Trumpcare would reverse that progress. If it becomes law, an HIV-positive person with no children or disability will once again have to let their HIV progress to AIDS in order to obtain Medicaid coverage. Since HIV disproportionately burdens LGBTQ people, this turnabout will hurt them the most. Trumpcare also allows states to opt out of the “essential health benefits” protected by the ACA; many of these benefits are critical to HIV treatment. And the bill would slash Medicaid by $880 billion while capping reimbursements to the states, diminishing the quality and availability of care overall.

Naturally, Trumpcare also goes after Planned Parenthood, barring the organization’s clinics from receiving Medicaid reimbursements. Planned Parenthood serves as a refuge for myriad LGBTQ patients, who cannot find or afford appropriate treatment elsewhere. Its clinics provide free or low-cost preventative care and testing to LGBTQ people that literally saves lives. (The infamous HIV outbreak in Austin, Indiana, occurred after the state shut down the county’s Planned Parenthood clinic; it was the only clinic in the county that provided free HIV testing.)

Planned Parenthood is especially vital for transgender patients. A number of its clinics provide transition therapy to transgender patients and specialize in addressing trans patients’ unique medical needs. If these clinics shutter—as many could under Trumpcare—thousands of trans patients, especially those in rural communities, will have nowhere to turn. Nor will they be assured of nondiscriminatory care: The Trump administration is working to roll back the ACA’s protections for transgender and gender non-conforming patients.

Trumpcare contains one last indignity for LGBTQ people. The law would allow insurance companies to consider sexual assault and domestic abuse to be “preexisting conditions,” meaning insurance companies could charge survivors of rape and abuse higher premiums.
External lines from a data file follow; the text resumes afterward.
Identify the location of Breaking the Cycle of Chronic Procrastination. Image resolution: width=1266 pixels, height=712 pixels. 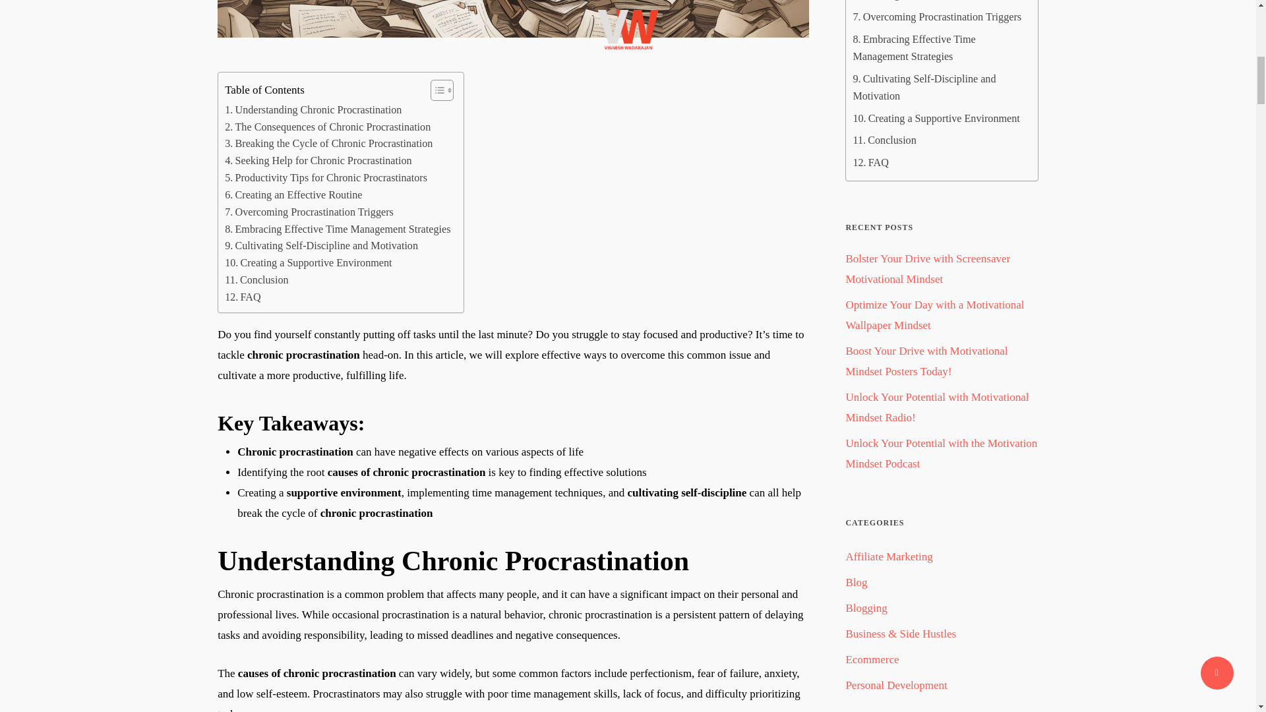
(328, 144).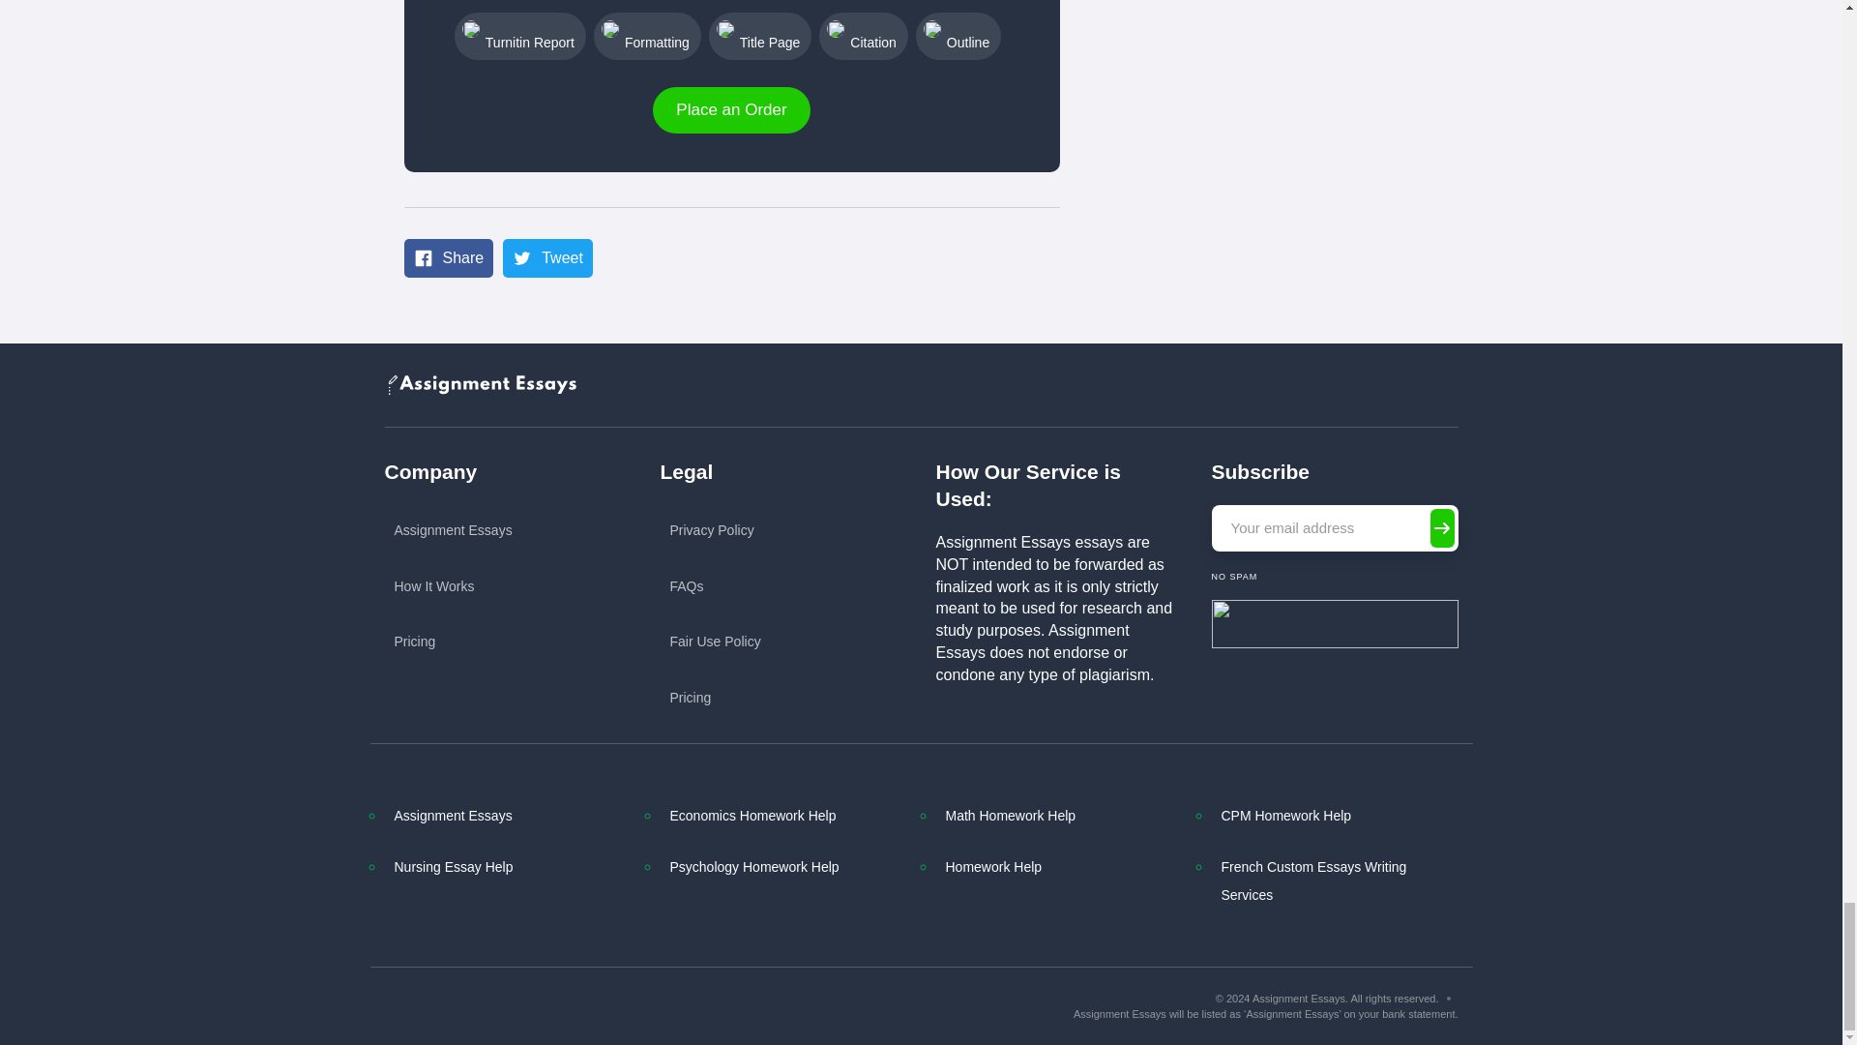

LGBTQ people, especially trans individuals and bisexual women, are at heightened risk of sexual assault and intimate partner violence. Trumpcare will make it much more difficult for these trauma survivors to purchase affordable insurance.

LGBTQ people, of course, won’t be the only victims of Trumpcare. The plan would knock as many as 24 million Americans off of their health insurance, killing tens of thousands of people each year. It is a nightmare for all but the wealthiest Americans and constitutes an obscene devaluation of human life. Trumpcare degrades us all—but it is especially noxious for LGBTQ people, who will disproportionately fall victim to its cruelty. Trump did not revoke LGBTQ people’s rights on Thursday. But his health care law may well take their lives.